Community pharmacy access to shared patient records is not being prioritised under the initial phase of its development, the Department of Health and Care (DHSC) has said.
On 9 February 2022, the DHSC published a white paper, ‘Joining up care for people, places and populations‘, which outlined its proposals for health and care integration, central to which was a new target for each integrated care system (ICS) to set up a ‘shared care record’ accessible by health and adult social care providers by 2024.
“Basic shared care records are now in place in all but one ICS,” the proposal document noted. “However, we must ensure that shared care records cover the entirety of a person’s life and include both health and care, which they currently do not.
“Every ICS will need to ensure that all constituent organisations have a base level of digital capabilities and are connected to a shared care record by 2024 enabling individuals, their approved caregivers and their care team to view and contribute to the record,” it added.
However, when asked by The Pharmaceutical Journal whether all community pharmacy teams can expect to have access to shared care records by 2024 as part of these plans, the DHSC said: “The initial phase of the shared care records programme has been to prioritise access for GPs and trusts.
“The potential is that many different healthcare professionals including pharmacists will be able to access shared care records; however, adding new partners is likely to be influenced by local priorities across the country.”
The government’s comments come after the ‘NHS long-term plan’, published in 2019, committed to moving the “functionality” of the summary care record (SCR) to within local health and care records by 2023.
SCRs, which contain important patient information, such as current medications and allergies, are currently able to be accessed by community pharmacies.
The DHSC said the local health and care record programme was replaced by the shared care records programme in early 2021 and confirmed that “no current record would be retired until another capability has been put in place”.
A spokesperson for the National Pharmacy Association said community pharmacy access to shared care records “will help to enable effective and complete patient care”.

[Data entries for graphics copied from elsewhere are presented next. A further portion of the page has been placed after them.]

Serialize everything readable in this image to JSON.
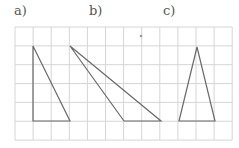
{
  "labels": {
    "a": "a)",
    "b": "b)",
    "c": "c)"
  },
  "grid": {
    "x0": 15,
    "y0": 27,
    "cols": 12,
    "rows": 6,
    "cell_w": 18.1,
    "cell_h": 18.85,
    "line_color": "#d6d6d6"
  },
  "stroke_color": "#6a6a6a",
  "triangles": [
    {
      "id": "a",
      "points": [
        [
          33,
          46
        ],
        [
          33,
          121
        ],
        [
          70,
          121
        ]
      ]
    },
    {
      "id": "b",
      "points": [
        [
          70,
          46
        ],
        [
          124,
          121
        ],
        [
          161,
          121
        ]
      ]
    },
    {
      "id": "c",
      "points": [
        [
          197,
          47
        ],
        [
          179,
          121
        ],
        [
          215,
          121
        ]
      ]
    }
  ],
  "dot": {
    "x": 141,
    "y": 36
  }
}
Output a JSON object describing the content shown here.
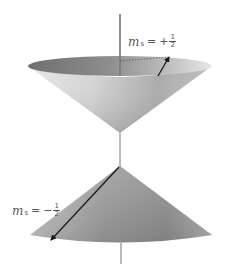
{
  "diagram": {
    "axis_color": "#777777",
    "cone_colors": {
      "rim_inner_dark": "#7a7a7a",
      "rim_inner_light": "#c8c8c8",
      "body_light": "#e2e2e2",
      "body_dark": "#8a8a8a",
      "arrow": "#1a1a1a"
    },
    "upper_cone": {
      "name": "spin-up cone",
      "label": {
        "symbol": "m",
        "subscript": "s",
        "equals": "=",
        "sign": "+",
        "numerator": "1",
        "denominator": "2"
      }
    },
    "lower_cone": {
      "name": "spin-down cone",
      "label": {
        "symbol": "m",
        "subscript": "s",
        "equals": "=",
        "sign": "−",
        "numerator": "1",
        "denominator": "2"
      }
    }
  }
}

“We need a network of local and national health and care records where inclusion of community pharmacy is normalised, even mandated,” they added.
Thorrun Govind, chair of the Royal Pharmaceutical Society’s English Pharmacy Board, said: “We welcomed discussions with NHSX and NHS England on their digital strategy over the past year and there was a clear commitment to enabling community pharmacists to update a shared care record.

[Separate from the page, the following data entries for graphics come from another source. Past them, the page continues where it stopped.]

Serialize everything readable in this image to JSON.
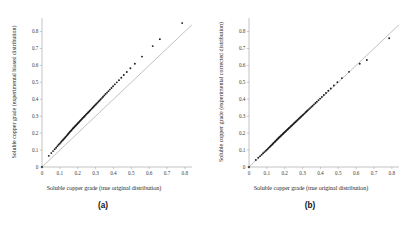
{
  "figure": {
    "panels": [
      {
        "id": "a",
        "caption": "(a)",
        "xlabel": "Soluble copper grade (true original distribution)",
        "ylabel": "Soluble copper grade (experimental biased distribution)"
      },
      {
        "id": "b",
        "caption": "(b)",
        "xlabel": "Soluble copper grade (true original distribution)",
        "ylabel": "Soluble copper grade (experimental corrected distribution)"
      }
    ]
  },
  "chart_data": [
    {
      "type": "scatter",
      "title": "",
      "panel": "(a)",
      "xlabel": "Soluble copper grade (true original distribution)",
      "ylabel": "Soluble copper grade (experimental biased distribution)",
      "xlim": [
        0,
        0.84
      ],
      "ylim": [
        0,
        0.88
      ],
      "xticks": [
        0,
        0.1,
        0.2,
        0.3,
        0.4,
        0.5,
        0.6,
        0.7,
        0.8
      ],
      "yticks": [
        0,
        0.1,
        0.2,
        0.3,
        0.4,
        0.5,
        0.6,
        0.7,
        0.8
      ],
      "xticklabels": [
        "0",
        "0.1",
        "0.2",
        "0.3",
        "0.4",
        "0.5",
        "0.6",
        "0.7",
        "0.8"
      ],
      "yticklabels": [
        "0",
        "0.1",
        "0.2",
        "0.3",
        "0.4",
        "0.5",
        "0.6",
        "0.7",
        "0.8"
      ],
      "grid": false,
      "legend": "none",
      "reference_line": {
        "name": "y = x",
        "x": [
          0,
          0.84
        ],
        "y": [
          0,
          0.84
        ]
      },
      "series": [
        {
          "name": "Q-Q quantile pairs (biased)",
          "x": [
            0.0,
            0.038,
            0.052,
            0.062,
            0.071,
            0.079,
            0.086,
            0.093,
            0.099,
            0.105,
            0.11,
            0.116,
            0.121,
            0.126,
            0.131,
            0.135,
            0.14,
            0.144,
            0.148,
            0.152,
            0.156,
            0.16,
            0.164,
            0.168,
            0.172,
            0.176,
            0.18,
            0.184,
            0.188,
            0.192,
            0.196,
            0.2,
            0.204,
            0.208,
            0.212,
            0.216,
            0.22,
            0.224,
            0.228,
            0.233,
            0.237,
            0.241,
            0.246,
            0.25,
            0.255,
            0.259,
            0.264,
            0.269,
            0.274,
            0.279,
            0.284,
            0.289,
            0.294,
            0.3,
            0.305,
            0.311,
            0.317,
            0.323,
            0.329,
            0.336,
            0.342,
            0.349,
            0.356,
            0.364,
            0.372,
            0.38,
            0.389,
            0.398,
            0.408,
            0.419,
            0.431,
            0.444,
            0.458,
            0.475,
            0.495,
            0.52,
            0.56,
            0.62,
            0.66,
            0.785
          ],
          "y": [
            0.0,
            0.066,
            0.082,
            0.094,
            0.105,
            0.114,
            0.123,
            0.131,
            0.138,
            0.145,
            0.152,
            0.158,
            0.164,
            0.17,
            0.176,
            0.181,
            0.187,
            0.192,
            0.197,
            0.202,
            0.207,
            0.212,
            0.216,
            0.221,
            0.226,
            0.23,
            0.235,
            0.239,
            0.244,
            0.248,
            0.253,
            0.257,
            0.262,
            0.266,
            0.271,
            0.275,
            0.28,
            0.284,
            0.289,
            0.294,
            0.298,
            0.303,
            0.308,
            0.313,
            0.318,
            0.323,
            0.328,
            0.334,
            0.339,
            0.345,
            0.35,
            0.356,
            0.362,
            0.368,
            0.374,
            0.38,
            0.387,
            0.393,
            0.4,
            0.408,
            0.415,
            0.423,
            0.431,
            0.439,
            0.448,
            0.457,
            0.467,
            0.477,
            0.488,
            0.5,
            0.513,
            0.527,
            0.543,
            0.561,
            0.583,
            0.61,
            0.652,
            0.714,
            0.755,
            0.85
          ]
        }
      ]
    },
    {
      "type": "scatter",
      "title": "",
      "panel": "(b)",
      "xlabel": "Soluble copper grade (true original distribution)",
      "ylabel": "Soluble copper grade (experimental corrected distribution)",
      "xlim": [
        0,
        0.84
      ],
      "ylim": [
        0,
        0.88
      ],
      "xticks": [
        0,
        0.1,
        0.2,
        0.3,
        0.4,
        0.5,
        0.6,
        0.7,
        0.8
      ],
      "yticks": [
        0,
        0.1,
        0.2,
        0.3,
        0.4,
        0.5,
        0.6,
        0.7,
        0.8
      ],
      "xticklabels": [
        "0",
        "0.1",
        "0.2",
        "0.3",
        "0.4",
        "0.5",
        "0.6",
        "0.7",
        "0.8"
      ],
      "yticklabels": [
        "0",
        "0.1",
        "0.2",
        "0.3",
        "0.4",
        "0.5",
        "0.6",
        "0.7",
        "0.8"
      ],
      "grid": false,
      "legend": "none",
      "reference_line": {
        "name": "y = x",
        "x": [
          0,
          0.84
        ],
        "y": [
          0,
          0.84
        ]
      },
      "series": [
        {
          "name": "Q-Q quantile pairs (corrected)",
          "x": [
            0.0,
            0.038,
            0.052,
            0.062,
            0.071,
            0.079,
            0.086,
            0.093,
            0.099,
            0.105,
            0.11,
            0.116,
            0.121,
            0.126,
            0.131,
            0.135,
            0.14,
            0.144,
            0.148,
            0.152,
            0.156,
            0.16,
            0.164,
            0.168,
            0.172,
            0.176,
            0.18,
            0.184,
            0.188,
            0.192,
            0.196,
            0.2,
            0.204,
            0.208,
            0.212,
            0.216,
            0.22,
            0.224,
            0.228,
            0.233,
            0.237,
            0.241,
            0.246,
            0.25,
            0.255,
            0.259,
            0.264,
            0.269,
            0.274,
            0.279,
            0.284,
            0.289,
            0.294,
            0.3,
            0.305,
            0.311,
            0.317,
            0.323,
            0.329,
            0.336,
            0.342,
            0.349,
            0.356,
            0.364,
            0.372,
            0.38,
            0.389,
            0.398,
            0.408,
            0.419,
            0.431,
            0.444,
            0.458,
            0.475,
            0.495,
            0.52,
            0.56,
            0.62,
            0.66,
            0.785
          ],
          "y": [
            0.0,
            0.042,
            0.055,
            0.064,
            0.073,
            0.081,
            0.088,
            0.095,
            0.101,
            0.107,
            0.113,
            0.118,
            0.124,
            0.129,
            0.134,
            0.139,
            0.144,
            0.148,
            0.153,
            0.157,
            0.161,
            0.166,
            0.17,
            0.174,
            0.178,
            0.182,
            0.186,
            0.19,
            0.194,
            0.198,
            0.202,
            0.206,
            0.21,
            0.214,
            0.218,
            0.222,
            0.226,
            0.23,
            0.234,
            0.239,
            0.243,
            0.247,
            0.252,
            0.256,
            0.261,
            0.265,
            0.27,
            0.275,
            0.28,
            0.285,
            0.29,
            0.295,
            0.3,
            0.306,
            0.311,
            0.317,
            0.323,
            0.329,
            0.335,
            0.342,
            0.348,
            0.355,
            0.362,
            0.37,
            0.378,
            0.386,
            0.395,
            0.404,
            0.414,
            0.425,
            0.437,
            0.45,
            0.464,
            0.481,
            0.501,
            0.525,
            0.562,
            0.61,
            0.632,
            0.76
          ]
        }
      ]
    }
  ]
}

“Successive ministers have expressed their support and we continue to push for complete read-write access to healthcare records for all health and social care teams, so there must be a renewed drive to make this happen.”

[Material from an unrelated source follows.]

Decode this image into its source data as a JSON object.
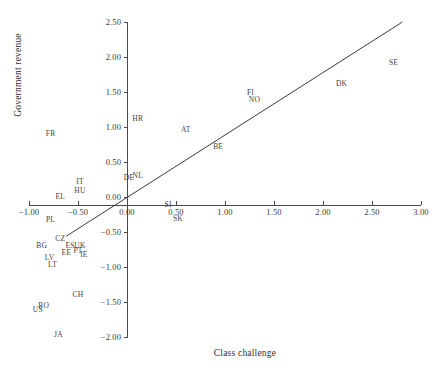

Daniel Ah-Thion, IT policy manager at the Pharmaceutical Services Negotiating Committee, said that “while it is disappointing that pharmacy access to these records is not a priority contained in the recent White Paper, at a local level many ICS are keen to work with the sector to open up access as new records systems are put in place”.
“We are also working with NHSX and the Community Pharmacy IT Group to support the development of guidance for ICS and others on how to open up shared care records access to pharmacy teams,” he said.
Read more: What community pharmacy access to shared health and social care records could mean for patient care
What are shared care records?
At a Community Pharmacy IT Group meeting held in July 2021, John Farenden, senior programme lead at NHSX — the digital arm of the NHS — said the terms ‘shared care record’ and ‘local health and care record’ “may be used interchangeably”, with the terminology having changed over the course of the COVID-19 pandemic.
The local health and care records programme launched in 2018, with £7.5m in government funding allocated to five areas to set up record sharing systems, including Thames Valley, London, Wessex, Greater Manchester and Yorkshire and Humberside.
Community pharmacies in at least two of these areas currently have access to shared records.
For example, since 2020, pharmacy teams in Dorset and East London have been able to access information on why a medicine was prescribed, whether medicines have changed, and access blood pressure results through a care record shared with hospitals, GPs and local authorities.
The Pharmaceutical Services Negotiating Committee has said that shared care records could also include information on medicines, allergies, adverse reactions, reasons for medication, immunisations, significant diagnoses, significant procedures and end-of-life care information.